At work we contribute to an open source project using git, as well as keep local proprietary changes (we also license it). And what I'd like to do is setup a bare repository that is a clone of the upstreams repo. Our developers would then clone from this and push back to it using more of a cvs/svn development model - if Joe is working on something in branch, then leaves, we'd just like Hank to take over by checking out the branch.

What I'm confused about is the best to way to track the remote repo. Should the master of our internal bare repo be the copy of the master from upstream? Or should we put it on another branch. Also, since our shared repo is bare, how do we go about pulling in the latest changes from upstream? If I'm correct, I'd add upstream as a remote to my personal checkout, pull it, then push it back to our shared repo?

If possible we'd like to limit the users that could pull in the upstream changes to the shared repo, but all developers should have free access to work on other branches in the shared repo.

Am I having svn influence me too much in how I'd like our git repo to work?

Thanks.

A: 

My advice is to use a CI server like git. Hudson for example has a plugin which allows to merge all branches, build and test it and push it to master when everything is green.

You can also run arbitrary commands, so you could have a dependent project which is triggered after a successful buid to push the external master to the internal repo on a branch.

You can then decide to manually merge this branch or have another hudson job merge it and push it to your internal master when green.

Peter Tillemans
A: 

I suggest the following:

  • UPSTREAM'S GIT (aka upstream) branches:
    • master
  • COMPANY'S SHARED REPO (aka companygit) branches:
    • proprietary: the company's development branch
  • LOCAL GIT REPO branches:
    • upstream_master: tracks upstream/master
    • proprietary: tracks companygit/proprietary

So a new worker would git clone companygit to his computer, then add upstream (git remote add) and pull _upstream_master_ branch from there. Locally he'd have _upstream_master_ branch which tracks upstream/master remote directly (companygit shouldn't really care, I believe), and proprietary branch, which follows the companygit's branch.

Once in a while, he could 'git pull upstream_master', checkout proprietary, and then 'git merge upstream_master' (pray for no conflicts :) ), to incorporate the new upstream commits, and then push to companygit.

In order to push your specific updates to upstream, I'd be using 'git cherry-pick' for each relevant commit.

Mar_Garina
A: 

Here's one solution: have a non-bare repository somewhere that has remotes to both your internal central repository, and the upstream master.

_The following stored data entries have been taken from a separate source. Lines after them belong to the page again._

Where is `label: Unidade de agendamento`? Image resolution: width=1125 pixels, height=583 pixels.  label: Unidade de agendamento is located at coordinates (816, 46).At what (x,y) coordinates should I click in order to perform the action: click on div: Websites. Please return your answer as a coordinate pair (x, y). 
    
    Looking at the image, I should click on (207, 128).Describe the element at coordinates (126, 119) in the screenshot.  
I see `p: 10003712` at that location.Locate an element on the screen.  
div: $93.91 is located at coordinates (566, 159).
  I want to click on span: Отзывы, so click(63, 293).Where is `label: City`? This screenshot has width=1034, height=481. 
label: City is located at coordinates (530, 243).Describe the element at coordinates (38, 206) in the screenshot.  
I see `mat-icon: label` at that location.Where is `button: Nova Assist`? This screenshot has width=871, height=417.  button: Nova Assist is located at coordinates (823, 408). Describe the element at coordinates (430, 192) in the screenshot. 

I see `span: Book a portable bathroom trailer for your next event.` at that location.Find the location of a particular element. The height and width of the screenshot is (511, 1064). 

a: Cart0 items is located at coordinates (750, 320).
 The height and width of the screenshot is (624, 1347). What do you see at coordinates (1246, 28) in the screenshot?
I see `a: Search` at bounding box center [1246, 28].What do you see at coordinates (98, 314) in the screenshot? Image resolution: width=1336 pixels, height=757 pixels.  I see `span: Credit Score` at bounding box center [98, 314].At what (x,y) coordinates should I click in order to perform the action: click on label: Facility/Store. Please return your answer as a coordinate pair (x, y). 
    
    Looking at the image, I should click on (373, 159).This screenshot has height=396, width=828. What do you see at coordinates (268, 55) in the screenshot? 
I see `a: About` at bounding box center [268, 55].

You can then have a cron job that does 'git pull upstream master; git push internal master:upstream'. This will pull the upstream code, then update the 'upstream' branch on your internal server with the new code.

From there, everyone can just pull upstream, along with two other tags -- maybe 'published' and 'internal' or something? -- that represent the work you're doing internally, all from the central repo. If you make sure anything to be published ends up on the published branch, you can then push that up to github or something for the upstream folks to merge in if they want. Generally speaking, you will then have someone periodically merge the upstream into published and the published into internal so that upstream changes get propagated properly.